Sustainable Agriculture and Food: Four volume set (Earthscan Reference Collections)

(Elle) #1
Participatory Learning for Sustainable Agriculture 125

alternative system of learning without, for example, triangulation of sources, meth-
ods and investigators and participant checking of the constructed outputs, should
be judged as untrustworthy. It will never be possible, however, to be certain about
the trustworthiness criteria. Certainty is only possible if we fully accept the positiv-
ist paradigm. The criteria themselves are value-bound, and so we cannot say that
‘x has a trustworthiness score of y points’, but we can say that x is trustworthy
because certain things happened during and after the investigation. The trustwor-
thiness criteria should be used to identify what has been part of the process of
generating information, and whether key elements have been omitted. Knowing
this should make it possible for any observer, be they reader of a report or policy
maker using the information to make a decision, also to make a judgement on
whether they trust the findings. In this context, it becomes possible to state that
the ‘data no longer speak for themselves’.

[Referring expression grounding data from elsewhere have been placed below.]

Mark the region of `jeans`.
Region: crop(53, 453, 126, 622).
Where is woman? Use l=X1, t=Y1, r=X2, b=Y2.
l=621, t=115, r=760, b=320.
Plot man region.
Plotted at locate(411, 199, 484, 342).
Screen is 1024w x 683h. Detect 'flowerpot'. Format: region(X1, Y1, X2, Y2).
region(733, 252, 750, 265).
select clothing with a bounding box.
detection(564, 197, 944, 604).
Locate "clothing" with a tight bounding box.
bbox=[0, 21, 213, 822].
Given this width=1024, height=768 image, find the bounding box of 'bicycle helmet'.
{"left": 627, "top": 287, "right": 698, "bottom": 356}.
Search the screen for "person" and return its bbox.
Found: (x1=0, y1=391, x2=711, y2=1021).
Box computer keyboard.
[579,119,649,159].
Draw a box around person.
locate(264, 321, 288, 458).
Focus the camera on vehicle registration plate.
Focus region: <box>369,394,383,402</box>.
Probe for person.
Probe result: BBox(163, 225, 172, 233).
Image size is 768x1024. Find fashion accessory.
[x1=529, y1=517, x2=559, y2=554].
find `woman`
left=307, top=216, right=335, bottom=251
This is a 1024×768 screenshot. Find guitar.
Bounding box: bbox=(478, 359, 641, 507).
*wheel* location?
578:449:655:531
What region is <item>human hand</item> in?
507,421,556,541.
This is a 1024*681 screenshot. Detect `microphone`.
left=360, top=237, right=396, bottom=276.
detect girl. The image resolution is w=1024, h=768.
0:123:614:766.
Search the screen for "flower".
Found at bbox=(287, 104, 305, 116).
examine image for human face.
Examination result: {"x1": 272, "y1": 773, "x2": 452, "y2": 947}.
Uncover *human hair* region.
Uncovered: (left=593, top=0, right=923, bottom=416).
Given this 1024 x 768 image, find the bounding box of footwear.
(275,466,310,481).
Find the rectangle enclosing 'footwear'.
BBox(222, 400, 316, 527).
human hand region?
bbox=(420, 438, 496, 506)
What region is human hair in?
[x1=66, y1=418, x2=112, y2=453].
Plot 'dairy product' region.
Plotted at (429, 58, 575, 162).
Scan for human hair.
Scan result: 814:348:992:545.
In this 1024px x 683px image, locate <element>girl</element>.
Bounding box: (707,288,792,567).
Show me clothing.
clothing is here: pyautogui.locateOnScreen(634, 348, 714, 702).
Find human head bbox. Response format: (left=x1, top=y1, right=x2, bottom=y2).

Towards a New Professionalism

The elements of these systems of participatory learning, the values, principles, meth-
ods and trustworthiness criteria, will not be sufficient to provoke widespread change
in institutions and individuals. The methods themselves are not neutral of historical,
social and political context. They may be used to lead to genuine local capacity
building and organisation, or they may be used to satisfy external objectives alone.
These systems of learning are centred on approaches that are alternatives to
positivism. They are more likely to generate information already agreed and nego-
tiated by various interest groups. As a result, the likelihood of conflicts is reduced.
For these reasons, they can be good for decision makers, as the needs and values are
explicit: ‘inquiry that purports to be value-free is probably the most insidious form
of inquiry available because its inherent but unexamined values influence policy
without ever being scrutinized themselves’ (Lincoln, 1990, p82, quoting Beards-
ley, 1980). However, there will never be any final, correct answers. There is no
absolute trustworthiness, only trustworthiness for a given time in a given context.
Furthermore, because all the actors can be said to trust a particular body of infor-
mation at a particular time, this does not mean to say they will always do so. As
external conditions change, so their values and criteria for judging will also change.
The information may then come to be judged as untrustworthy, with various peo-
ple no longer having confidence in it.
It will be important to ensure the construction and generation of timely, rele-
vant, agreed information and knowledge that will support the quest towards a
sustainable agriculture. This raises two challenges: finding ways of developing both
new institutional arrangements and alliances to encourage greater learning and
wider peer involvement; and a whole new professionalism with greater under-
standing of the range of scientific methodologies and an emphasis on the process
of learning (and unlearning) itself.